A man accused of being the gunman in an April 2020 shooting that injured a woman out jogging near her Pigeon Point neighborhood was found not guilty by reason of insanity and will not go to trial, a judge ruled Wednesday.
Isaiah Clayton Perdue, 27, of North Charleston, South Carolina, was charged with attempted murder and possession of a weapon in the commission of a violent crime, court records show.
On April 22, 2020, Perdue was driving in Beaufort shortly after having purchased a gun from an online ad placed by an off-duty Dorchester County Sheriff’s Office deputy. While driving, Perdue saw a woman, identified as Anne Dickerson, jogging down Lafayette Street near Pigeon Point, and got out of the car to fire three shots, one of which hit Dickerson. police said.
On April 15, just days before the shooting, the Beaufort Police Department said Perdue allegedly ran from a motel in North Charleston after they say he attacked and seriously injured another woman with a machete. He was charged in that incident on April 23, 2020, with attempted murder and possession of a weapon in the commission of a violent crime.
Perdue’s charges in the earlier incident are still pending, court records show.
Perdue was due back in court Wednesday morning in the Beaufort shooting for a competency hearing that would determine whether he could stand trial. Before the hearing, Perdue had been evaluated by at least two psychiatrists, who determined he had mental health issues and a substance abuse disorder.
Both Perdue’s attorney, Grant Smaldone, and prosecutors from the 14th Circuit Solicitor’s Office, agreed with the psychiatrists’ conclusion, and Judge Brooks Goldsmith found him not guilty by reason of insanity, meaning he will not go to trial.
“The whole process surrounding this situation has been tragic,” said Smaldone.
Dickerson told The Island Packet and Beaufort Gazette that she is anxious about the court’s decision.
“It’s upsetting to me in terms of I don’t know what will happen,” she said. “It’s the uncertainty of the lack of a sentence that bothers me.”
Perdue will remain in custody either in the Beaufort County Detention Center or the Charleston County Detention Center before being taken to the South Carolina Department of Mental Health for evaluation. Another hearing will be scheduled to determine a treatment plan.
‘More resilient than most people’
Three years later and the details about what happened on April 22, 2020, are still a bit unclear for Dickerson. She remembers being out on a run in Pigeon Point, something she did about three to four times a week before the shooting, and a car pulling up to the curb next to her. A man got out, took two steps toward her, and shots were fired, one of which hit her in the left shoulder.
“I hit the ground and he drove off,” she told the Island Packet and Beaufort Gazette.
Dickerson, who had never met Perdue, was airlifted to the Medical University of South Carolina in Charleston. There, she underwent surgery, had a tracheotomy and was put on a feeding tube for weeks. The bullet had damaged nerves in her shoulder and three years she still cannot lift the arm above her waist to eat or blow dry her hair, she said.
Once she was home from the hospital, Dickerson said she couldn’t drive down the road where she was shot without having panic attacks for at least a year.
Ten months after the shooting, she went on her first run but admits she now goes a different route.
“I was determined not to let it stop me,” she said. “I’m probably a lot more resilient than most people.”
Despite her attempts to return to a normal life, Dickerson, who was previously involved with gun safety groups, said she wishes something would change.
“I’m so full of anger about the gun situation in this country, and in South Carolina in particular,” Dickerson said. “Anyone with a gun can sell to anyone else with no background check, no responsibility.”
Gun Violence in South Carolina
S.C. Law Enforcement Division Chief Mark Keel released a statement on gun violence in the state Tuesday:
“I am extremely concerned by the increasing number of murders and young people with guns in our state,” Keel said in the wake of a shooting in the town of Isle of Palms, South Carolina, that injured six people. “Gangs, drugs, and criminals’ easy access to guns continue to play a significant role in the violence we have seen in South Carolina.”
In the past decade, the murder rate increased 52.2% in South Carolina, Keel said in his statement.
Tuesday, The Island Packet and Beaufort Gazette reported two separate shooting deaths in Beaufort County in as many days. The two who died were 32-year-old Shanelle Nimmons of Bluffton and 21-year-old Daveion Reed of Beaufort.
When we publish mugshots
The Island Packet and Beaufort Gazette publishes police booking photos, or mugshots, in the following instances:
- In situations where a public figure or someone in a position of public trust is arrested
- In cases where there is an immediate and widespread threat to public safety
- In cases where the arrested person is accused of a crime reporters have evidence to believe involved numerous, unknown victims
Reporters will avoid using mugshots as lead images for online articles in order to limit their circulation on social media, except in cases where the public is served by the immediate identification of the accused. Reporters and editors may use discretion in situations that don’t meet the criteria outlined in this policy but still present a compelling reason to publish a mugshot.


• [Work task]:
Look through the material below and return every line that contains "ffffff".
###
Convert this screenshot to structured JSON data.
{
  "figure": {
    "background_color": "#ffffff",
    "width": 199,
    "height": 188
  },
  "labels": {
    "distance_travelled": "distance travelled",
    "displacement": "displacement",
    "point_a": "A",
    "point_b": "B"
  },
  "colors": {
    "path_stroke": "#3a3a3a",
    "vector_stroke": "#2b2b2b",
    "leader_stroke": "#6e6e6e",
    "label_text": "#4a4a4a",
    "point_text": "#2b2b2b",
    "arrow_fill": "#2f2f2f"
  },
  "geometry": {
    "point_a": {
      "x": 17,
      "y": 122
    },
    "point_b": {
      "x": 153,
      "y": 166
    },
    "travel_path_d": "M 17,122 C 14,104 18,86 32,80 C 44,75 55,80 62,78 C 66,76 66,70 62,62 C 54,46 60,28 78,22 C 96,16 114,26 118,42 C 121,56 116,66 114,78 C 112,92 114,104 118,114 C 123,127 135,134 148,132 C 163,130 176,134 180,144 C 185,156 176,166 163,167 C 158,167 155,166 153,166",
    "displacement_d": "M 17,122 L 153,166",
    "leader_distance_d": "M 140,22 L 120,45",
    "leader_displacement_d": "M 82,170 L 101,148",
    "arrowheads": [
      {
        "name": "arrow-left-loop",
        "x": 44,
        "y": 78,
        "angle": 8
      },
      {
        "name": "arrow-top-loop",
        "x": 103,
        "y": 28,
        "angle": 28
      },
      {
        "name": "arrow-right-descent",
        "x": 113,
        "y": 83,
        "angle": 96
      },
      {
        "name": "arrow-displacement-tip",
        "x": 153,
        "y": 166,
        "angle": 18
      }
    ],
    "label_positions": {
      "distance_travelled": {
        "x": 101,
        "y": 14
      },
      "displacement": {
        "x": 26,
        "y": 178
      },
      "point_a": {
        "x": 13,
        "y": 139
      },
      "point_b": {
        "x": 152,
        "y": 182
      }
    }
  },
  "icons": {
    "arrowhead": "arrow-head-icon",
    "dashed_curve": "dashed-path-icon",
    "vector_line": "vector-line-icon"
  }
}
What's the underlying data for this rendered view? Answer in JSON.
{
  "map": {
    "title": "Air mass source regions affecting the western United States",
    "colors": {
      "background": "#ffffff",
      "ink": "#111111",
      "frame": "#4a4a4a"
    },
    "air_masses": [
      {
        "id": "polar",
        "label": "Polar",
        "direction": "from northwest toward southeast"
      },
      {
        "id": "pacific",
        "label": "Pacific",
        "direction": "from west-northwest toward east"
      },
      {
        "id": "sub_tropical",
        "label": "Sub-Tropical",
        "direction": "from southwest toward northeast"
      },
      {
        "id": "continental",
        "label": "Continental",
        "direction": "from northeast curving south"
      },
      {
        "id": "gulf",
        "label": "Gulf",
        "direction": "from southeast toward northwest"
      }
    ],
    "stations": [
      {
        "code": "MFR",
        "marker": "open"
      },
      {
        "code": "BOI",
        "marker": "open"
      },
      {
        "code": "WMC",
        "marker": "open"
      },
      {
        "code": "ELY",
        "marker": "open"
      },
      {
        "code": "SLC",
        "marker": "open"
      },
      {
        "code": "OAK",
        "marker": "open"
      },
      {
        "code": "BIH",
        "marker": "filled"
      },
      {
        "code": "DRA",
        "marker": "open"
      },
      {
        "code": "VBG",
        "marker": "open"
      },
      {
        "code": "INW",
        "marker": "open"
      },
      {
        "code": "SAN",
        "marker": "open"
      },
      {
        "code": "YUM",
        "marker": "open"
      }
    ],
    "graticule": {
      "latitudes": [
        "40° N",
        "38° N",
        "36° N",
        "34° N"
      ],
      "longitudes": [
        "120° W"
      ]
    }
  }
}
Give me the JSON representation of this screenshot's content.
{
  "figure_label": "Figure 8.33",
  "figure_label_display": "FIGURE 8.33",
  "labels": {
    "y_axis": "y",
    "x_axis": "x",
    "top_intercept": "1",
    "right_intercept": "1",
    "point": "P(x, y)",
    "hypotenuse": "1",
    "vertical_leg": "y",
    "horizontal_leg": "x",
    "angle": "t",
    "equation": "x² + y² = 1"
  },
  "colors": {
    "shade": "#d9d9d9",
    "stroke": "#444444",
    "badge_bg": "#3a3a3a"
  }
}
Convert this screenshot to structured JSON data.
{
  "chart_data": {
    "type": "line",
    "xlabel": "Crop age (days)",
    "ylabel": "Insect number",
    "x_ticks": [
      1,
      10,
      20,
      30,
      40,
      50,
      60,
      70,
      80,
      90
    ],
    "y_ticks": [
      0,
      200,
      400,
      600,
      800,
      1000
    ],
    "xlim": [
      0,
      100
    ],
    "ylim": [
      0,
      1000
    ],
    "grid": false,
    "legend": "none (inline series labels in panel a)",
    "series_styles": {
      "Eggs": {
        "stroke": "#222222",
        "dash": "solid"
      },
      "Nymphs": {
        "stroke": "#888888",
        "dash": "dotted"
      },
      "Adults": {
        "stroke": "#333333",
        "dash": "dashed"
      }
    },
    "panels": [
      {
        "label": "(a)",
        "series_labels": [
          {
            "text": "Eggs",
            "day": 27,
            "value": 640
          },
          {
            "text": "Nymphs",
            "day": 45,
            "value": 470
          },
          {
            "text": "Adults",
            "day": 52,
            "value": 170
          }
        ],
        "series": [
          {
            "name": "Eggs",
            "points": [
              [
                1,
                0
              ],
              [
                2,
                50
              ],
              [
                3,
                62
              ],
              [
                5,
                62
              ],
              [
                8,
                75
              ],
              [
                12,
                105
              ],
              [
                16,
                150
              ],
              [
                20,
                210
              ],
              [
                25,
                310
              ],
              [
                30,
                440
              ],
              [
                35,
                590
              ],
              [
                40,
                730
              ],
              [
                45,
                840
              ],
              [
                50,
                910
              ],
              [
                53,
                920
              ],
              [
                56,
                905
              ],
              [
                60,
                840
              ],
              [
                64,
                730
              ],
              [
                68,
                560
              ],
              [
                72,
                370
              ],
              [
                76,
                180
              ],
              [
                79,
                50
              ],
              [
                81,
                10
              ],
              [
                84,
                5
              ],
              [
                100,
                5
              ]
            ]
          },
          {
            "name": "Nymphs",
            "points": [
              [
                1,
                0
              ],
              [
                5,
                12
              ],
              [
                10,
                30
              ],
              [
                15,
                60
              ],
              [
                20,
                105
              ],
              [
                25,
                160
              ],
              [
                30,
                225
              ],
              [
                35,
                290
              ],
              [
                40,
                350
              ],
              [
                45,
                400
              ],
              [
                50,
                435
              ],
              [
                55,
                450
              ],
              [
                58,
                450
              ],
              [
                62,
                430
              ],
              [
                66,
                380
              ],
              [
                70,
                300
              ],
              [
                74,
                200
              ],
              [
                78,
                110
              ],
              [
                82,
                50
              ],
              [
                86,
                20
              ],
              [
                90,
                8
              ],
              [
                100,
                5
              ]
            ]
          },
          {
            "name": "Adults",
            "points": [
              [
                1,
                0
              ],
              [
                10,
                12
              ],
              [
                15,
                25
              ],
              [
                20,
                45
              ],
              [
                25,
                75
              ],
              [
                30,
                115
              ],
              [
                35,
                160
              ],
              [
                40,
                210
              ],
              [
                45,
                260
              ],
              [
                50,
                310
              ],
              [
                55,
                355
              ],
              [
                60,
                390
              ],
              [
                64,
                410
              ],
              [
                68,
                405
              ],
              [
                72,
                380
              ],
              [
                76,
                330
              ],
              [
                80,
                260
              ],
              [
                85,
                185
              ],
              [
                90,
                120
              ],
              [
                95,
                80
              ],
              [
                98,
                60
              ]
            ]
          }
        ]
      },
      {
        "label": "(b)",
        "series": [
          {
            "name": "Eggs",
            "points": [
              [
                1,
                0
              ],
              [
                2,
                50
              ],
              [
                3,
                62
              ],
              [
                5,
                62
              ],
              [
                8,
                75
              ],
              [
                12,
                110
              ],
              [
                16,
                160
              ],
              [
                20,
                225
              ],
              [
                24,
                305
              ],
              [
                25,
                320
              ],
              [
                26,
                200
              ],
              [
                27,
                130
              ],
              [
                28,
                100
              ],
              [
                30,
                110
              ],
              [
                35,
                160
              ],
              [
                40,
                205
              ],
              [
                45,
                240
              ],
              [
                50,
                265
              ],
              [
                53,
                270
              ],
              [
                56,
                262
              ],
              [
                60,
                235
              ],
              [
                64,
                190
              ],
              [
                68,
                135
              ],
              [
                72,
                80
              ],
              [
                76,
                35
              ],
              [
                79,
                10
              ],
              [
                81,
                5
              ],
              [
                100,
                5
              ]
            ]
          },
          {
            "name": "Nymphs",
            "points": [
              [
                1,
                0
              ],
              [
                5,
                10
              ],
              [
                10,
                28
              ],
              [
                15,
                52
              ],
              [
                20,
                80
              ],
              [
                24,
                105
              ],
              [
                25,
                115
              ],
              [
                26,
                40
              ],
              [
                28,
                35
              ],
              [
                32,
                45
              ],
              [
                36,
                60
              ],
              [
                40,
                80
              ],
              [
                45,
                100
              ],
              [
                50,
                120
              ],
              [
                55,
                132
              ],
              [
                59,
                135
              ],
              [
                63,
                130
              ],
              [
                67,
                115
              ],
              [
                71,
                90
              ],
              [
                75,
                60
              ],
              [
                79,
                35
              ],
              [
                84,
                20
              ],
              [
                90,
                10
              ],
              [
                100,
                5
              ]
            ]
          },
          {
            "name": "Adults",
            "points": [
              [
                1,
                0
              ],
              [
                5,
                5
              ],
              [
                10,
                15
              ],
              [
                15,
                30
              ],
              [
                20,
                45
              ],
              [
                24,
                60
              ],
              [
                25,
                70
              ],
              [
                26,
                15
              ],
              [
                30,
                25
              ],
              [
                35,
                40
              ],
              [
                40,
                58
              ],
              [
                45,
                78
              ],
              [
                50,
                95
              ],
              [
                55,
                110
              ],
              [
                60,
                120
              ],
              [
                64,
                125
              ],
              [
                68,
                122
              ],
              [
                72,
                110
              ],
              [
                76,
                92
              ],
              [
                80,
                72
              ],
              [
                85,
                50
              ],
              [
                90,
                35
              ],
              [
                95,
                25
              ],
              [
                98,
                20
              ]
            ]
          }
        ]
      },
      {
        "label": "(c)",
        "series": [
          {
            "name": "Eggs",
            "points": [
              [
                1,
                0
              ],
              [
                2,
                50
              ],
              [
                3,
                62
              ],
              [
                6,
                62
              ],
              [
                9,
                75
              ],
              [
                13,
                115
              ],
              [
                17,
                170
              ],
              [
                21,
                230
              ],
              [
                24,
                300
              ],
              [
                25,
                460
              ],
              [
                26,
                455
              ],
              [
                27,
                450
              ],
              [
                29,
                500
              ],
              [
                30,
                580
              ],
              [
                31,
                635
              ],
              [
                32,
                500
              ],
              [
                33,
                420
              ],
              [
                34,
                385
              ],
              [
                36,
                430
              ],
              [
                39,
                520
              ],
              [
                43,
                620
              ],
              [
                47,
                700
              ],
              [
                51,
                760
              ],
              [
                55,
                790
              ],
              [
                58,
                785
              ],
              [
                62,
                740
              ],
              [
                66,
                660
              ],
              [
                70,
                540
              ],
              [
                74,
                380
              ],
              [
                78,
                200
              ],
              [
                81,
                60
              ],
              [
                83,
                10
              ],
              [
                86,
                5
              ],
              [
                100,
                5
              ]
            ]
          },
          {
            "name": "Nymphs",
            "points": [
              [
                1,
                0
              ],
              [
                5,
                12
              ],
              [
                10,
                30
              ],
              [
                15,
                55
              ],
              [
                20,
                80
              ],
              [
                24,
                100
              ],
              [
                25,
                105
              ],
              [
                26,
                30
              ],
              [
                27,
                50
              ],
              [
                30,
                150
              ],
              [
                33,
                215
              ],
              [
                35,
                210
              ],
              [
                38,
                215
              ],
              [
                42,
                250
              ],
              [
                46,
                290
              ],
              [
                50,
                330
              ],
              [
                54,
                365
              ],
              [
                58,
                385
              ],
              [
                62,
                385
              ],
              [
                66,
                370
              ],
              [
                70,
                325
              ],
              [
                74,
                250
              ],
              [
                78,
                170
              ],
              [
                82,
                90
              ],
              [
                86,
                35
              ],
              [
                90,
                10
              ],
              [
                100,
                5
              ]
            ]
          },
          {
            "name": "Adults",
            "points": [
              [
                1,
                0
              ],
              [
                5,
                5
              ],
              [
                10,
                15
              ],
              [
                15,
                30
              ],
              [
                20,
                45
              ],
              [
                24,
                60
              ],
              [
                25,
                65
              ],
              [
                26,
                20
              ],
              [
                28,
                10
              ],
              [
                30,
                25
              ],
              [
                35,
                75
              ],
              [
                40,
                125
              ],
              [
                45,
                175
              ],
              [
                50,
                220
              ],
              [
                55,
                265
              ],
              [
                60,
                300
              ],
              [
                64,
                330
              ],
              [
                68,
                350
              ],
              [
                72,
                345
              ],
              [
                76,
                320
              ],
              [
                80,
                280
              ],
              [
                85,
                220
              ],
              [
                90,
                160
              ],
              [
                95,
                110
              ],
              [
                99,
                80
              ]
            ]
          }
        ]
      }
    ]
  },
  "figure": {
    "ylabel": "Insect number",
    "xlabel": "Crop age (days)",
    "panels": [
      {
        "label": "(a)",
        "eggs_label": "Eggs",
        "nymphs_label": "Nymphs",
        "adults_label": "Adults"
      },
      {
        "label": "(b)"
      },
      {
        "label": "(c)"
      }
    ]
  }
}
###
• [Result for this exercise]:
    "background_color": "#ffffff",
      "background": "#ffffff",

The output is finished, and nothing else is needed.